You are a writer. In fact, you are probably a professional one. If you stop to think about it, you’ll realize that writing is one of the regular activities that your job entails.
Whether it’s jotting notes, composing messages to colleagues and clients, drafting proposals, filing reports, or assembling presentations, we write our way through the workday. While few of us are novelists, poets, or journalists, many of us do to some degree write for a living. And thanks to the internet, we write when we’re not working as well, continually and even prolifically. At work and at play, we are writers.
You are also a Christian, one who is called to be an “imitator of God” (Eph 5:1). How is all of this writing that you’re doing serving that purpose? For most of us, the answer is probably not much, at least in circumstances where we aren’t speaking explicitly as Christians. That was certainly the case for the two of us. After teaching at a Christian liberal arts college for a few years, we had the unsettling realization that not only how we taught writing but also our own approaches to writing were woefully thin on spiritual practice. We prayed to start our writing classes, and we prayed to start our writing sessions, but from that point forward, we were going it alone.
Thus began a collaborative exploration of how Christians in the past understood the relationship between the writing life and the spiritual life. Our key discovery was that for many Christians in earlier periods, writing was inescapably bound up with spiritual formation. In other words, not just what they were writing about mattered, but how they went about the task of writing mattered. What our spiritual ancestors realized is that the act of writing could be an opportunity to grow in the virtues that Scripture teaches, such as patience, generosity, hope, and love. Much more is at stake when we write, we came to see, than just getting our point across. Growing in writing and growing in virtue go hand in hand.
When we’ve shared this message with friends and students, our listeners’ first response has usually been smiles and nods. It sounds so lovely, doesn’t it? But quickly the scope of our argument sets in, and the questions begin: Do you really mean that all of my writing needs to reflect my Christian faith? What’s this got to do with my lab report? My email to my boss? My hilarious tweet? Here, we double down: All of our writing indeed presents occasions for growing into the virtues, for all of our writing entails connecting with those whom Christ calls us to love — our neighbors.
This may, we recognize, sound like a daunting task. And indeed we’ve concluded that it’s impossible to accomplish all at once and all by ourselves. Thankfully, the Christian life was never imagined as a one-time, pass-fail assignment. It’s not something that you complete on your own.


# Task instructions:
Read through the entries below and copy each line where "intensity" turns up.

○ ○ ○

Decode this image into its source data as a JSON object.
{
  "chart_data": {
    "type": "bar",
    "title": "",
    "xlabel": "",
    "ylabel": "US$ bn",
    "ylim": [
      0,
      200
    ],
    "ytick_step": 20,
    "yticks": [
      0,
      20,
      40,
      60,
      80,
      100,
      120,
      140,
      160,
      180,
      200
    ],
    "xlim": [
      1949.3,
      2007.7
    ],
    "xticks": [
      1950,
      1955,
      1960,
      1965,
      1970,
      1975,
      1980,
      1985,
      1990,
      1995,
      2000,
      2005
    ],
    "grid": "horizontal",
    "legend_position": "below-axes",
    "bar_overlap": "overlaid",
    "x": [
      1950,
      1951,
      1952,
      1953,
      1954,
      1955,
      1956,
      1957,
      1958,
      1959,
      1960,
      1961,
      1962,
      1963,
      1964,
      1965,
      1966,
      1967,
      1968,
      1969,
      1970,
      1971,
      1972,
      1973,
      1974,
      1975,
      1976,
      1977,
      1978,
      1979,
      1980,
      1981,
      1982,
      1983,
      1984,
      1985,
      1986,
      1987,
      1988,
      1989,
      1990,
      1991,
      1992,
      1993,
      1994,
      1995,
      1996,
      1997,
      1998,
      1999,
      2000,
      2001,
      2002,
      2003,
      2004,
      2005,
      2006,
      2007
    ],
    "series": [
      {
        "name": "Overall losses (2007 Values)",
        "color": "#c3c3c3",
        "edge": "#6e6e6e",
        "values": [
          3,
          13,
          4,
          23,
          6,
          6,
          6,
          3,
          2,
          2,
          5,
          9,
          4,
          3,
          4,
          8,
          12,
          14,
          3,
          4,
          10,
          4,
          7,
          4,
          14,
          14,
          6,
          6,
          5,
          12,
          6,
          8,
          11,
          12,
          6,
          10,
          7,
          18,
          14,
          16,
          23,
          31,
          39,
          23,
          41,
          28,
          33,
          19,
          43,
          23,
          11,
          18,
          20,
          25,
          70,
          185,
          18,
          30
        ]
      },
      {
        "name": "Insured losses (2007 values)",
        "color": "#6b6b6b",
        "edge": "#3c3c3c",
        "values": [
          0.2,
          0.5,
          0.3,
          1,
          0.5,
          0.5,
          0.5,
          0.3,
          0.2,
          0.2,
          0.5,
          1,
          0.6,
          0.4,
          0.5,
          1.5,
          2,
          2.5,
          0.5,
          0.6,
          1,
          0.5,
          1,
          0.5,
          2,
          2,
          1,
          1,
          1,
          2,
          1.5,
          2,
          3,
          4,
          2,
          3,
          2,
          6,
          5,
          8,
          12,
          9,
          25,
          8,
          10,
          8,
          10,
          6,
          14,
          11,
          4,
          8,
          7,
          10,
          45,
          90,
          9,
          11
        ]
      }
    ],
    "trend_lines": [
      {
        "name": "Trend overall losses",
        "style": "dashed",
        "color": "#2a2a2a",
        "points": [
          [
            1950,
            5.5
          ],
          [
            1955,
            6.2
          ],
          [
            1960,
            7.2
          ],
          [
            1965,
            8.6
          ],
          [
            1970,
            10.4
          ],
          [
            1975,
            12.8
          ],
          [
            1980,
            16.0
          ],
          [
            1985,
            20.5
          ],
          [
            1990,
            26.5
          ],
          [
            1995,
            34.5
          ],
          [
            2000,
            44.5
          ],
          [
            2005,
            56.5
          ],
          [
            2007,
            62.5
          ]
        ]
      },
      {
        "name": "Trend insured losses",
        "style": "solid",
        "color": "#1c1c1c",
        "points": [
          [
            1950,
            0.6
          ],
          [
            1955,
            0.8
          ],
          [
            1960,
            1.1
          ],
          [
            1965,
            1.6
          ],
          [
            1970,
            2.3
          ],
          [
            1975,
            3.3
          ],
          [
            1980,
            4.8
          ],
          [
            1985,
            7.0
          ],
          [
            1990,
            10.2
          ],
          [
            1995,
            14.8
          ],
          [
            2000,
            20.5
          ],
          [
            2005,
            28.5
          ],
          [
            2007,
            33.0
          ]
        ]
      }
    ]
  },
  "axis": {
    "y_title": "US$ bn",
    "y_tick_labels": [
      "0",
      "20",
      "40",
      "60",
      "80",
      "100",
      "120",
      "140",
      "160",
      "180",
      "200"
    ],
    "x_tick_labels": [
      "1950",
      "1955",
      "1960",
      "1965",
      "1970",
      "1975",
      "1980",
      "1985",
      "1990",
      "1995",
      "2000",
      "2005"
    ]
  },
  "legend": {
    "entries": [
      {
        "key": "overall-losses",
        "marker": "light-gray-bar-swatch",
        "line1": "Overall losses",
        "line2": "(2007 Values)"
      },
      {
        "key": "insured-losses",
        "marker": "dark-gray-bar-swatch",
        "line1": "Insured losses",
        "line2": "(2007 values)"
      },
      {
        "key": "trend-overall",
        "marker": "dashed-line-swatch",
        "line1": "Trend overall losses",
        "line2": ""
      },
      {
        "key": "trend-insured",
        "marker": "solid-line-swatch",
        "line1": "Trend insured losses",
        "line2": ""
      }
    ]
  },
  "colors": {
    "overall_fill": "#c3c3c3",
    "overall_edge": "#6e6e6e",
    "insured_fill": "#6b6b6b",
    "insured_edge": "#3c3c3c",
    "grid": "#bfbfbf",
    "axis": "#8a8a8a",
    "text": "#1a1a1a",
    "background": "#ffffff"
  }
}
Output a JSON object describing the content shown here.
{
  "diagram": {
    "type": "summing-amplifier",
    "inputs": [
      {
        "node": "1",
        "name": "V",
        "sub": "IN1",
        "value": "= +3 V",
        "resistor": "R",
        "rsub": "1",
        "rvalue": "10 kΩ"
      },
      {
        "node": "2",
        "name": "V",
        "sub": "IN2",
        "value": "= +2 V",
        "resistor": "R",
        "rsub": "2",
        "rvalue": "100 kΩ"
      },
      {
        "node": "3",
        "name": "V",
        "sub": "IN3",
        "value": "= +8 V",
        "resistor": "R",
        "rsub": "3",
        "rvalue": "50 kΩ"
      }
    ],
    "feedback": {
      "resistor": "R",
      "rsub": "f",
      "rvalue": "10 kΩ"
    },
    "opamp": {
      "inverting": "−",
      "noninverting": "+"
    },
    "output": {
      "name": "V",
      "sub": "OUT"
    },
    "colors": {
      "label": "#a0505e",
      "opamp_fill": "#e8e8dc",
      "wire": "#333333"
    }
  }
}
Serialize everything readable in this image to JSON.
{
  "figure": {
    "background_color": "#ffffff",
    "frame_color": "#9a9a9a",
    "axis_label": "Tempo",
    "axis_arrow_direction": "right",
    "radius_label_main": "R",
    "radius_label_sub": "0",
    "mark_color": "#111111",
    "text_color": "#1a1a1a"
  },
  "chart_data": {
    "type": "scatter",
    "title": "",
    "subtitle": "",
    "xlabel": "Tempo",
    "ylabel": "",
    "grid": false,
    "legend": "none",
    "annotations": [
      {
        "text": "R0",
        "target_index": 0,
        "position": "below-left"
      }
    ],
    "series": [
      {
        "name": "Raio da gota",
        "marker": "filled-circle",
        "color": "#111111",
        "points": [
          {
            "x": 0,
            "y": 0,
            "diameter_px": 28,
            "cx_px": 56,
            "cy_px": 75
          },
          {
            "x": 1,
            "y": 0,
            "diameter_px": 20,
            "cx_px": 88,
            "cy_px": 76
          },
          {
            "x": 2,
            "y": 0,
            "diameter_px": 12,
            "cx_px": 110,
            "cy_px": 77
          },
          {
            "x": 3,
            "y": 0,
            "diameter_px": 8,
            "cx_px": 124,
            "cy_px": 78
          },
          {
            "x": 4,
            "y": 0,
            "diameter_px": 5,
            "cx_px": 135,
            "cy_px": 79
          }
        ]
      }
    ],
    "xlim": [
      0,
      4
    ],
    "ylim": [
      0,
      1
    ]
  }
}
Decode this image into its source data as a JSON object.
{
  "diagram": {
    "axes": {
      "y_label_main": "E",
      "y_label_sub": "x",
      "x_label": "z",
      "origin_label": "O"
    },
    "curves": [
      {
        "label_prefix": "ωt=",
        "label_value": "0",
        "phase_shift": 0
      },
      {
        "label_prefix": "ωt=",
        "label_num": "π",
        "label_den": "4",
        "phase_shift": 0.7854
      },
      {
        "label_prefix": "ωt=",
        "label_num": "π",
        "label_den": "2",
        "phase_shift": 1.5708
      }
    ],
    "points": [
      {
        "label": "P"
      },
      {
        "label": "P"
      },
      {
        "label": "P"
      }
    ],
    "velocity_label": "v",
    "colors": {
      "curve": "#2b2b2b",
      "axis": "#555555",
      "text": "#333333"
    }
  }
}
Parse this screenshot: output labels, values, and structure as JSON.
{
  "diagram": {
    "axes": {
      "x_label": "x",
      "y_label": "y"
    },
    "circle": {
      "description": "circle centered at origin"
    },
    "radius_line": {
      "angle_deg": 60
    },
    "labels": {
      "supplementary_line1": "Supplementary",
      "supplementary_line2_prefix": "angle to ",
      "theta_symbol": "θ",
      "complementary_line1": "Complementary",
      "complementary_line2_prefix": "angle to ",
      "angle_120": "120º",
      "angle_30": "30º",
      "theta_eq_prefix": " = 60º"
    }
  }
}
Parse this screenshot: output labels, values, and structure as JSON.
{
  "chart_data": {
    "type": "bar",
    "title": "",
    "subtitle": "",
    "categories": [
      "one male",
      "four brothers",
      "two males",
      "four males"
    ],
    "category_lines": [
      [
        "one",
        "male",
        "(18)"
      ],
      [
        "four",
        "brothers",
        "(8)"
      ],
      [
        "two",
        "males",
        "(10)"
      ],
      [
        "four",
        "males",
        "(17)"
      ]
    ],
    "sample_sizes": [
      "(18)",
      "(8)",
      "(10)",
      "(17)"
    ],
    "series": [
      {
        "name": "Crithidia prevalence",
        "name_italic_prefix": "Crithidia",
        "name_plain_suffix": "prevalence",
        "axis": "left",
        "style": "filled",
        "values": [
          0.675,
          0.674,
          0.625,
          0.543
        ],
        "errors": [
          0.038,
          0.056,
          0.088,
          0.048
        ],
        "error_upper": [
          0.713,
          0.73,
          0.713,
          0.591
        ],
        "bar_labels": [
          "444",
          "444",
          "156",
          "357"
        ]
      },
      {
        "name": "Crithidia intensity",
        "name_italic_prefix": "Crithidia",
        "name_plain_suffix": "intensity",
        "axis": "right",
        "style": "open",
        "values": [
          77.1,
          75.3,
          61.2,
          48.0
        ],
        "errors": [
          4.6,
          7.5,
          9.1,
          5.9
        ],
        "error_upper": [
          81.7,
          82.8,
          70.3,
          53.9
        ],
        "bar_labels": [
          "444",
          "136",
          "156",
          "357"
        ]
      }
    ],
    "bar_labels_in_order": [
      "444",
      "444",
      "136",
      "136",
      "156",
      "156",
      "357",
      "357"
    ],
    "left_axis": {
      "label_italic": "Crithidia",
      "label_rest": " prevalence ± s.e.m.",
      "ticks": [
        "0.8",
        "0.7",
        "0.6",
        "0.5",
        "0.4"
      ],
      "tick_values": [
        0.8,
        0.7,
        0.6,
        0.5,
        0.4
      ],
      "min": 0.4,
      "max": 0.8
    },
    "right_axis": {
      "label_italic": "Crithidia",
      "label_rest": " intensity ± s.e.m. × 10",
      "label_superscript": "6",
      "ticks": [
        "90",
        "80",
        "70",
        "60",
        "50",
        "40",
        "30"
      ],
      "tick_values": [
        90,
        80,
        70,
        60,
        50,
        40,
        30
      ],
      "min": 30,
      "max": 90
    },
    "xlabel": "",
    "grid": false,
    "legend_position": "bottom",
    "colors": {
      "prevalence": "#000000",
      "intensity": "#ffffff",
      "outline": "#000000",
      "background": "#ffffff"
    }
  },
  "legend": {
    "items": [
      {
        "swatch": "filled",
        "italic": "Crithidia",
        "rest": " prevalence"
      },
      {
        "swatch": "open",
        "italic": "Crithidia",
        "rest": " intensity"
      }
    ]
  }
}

○ ○ ○

# Solution to the problem:
        "name": "Crithidia intensity",
        "name_plain_suffix": "intensity",
      "label_rest": " intensity ± s.e.m. × 10",
      "intensity": "#ffffff",
        "rest": " intensity"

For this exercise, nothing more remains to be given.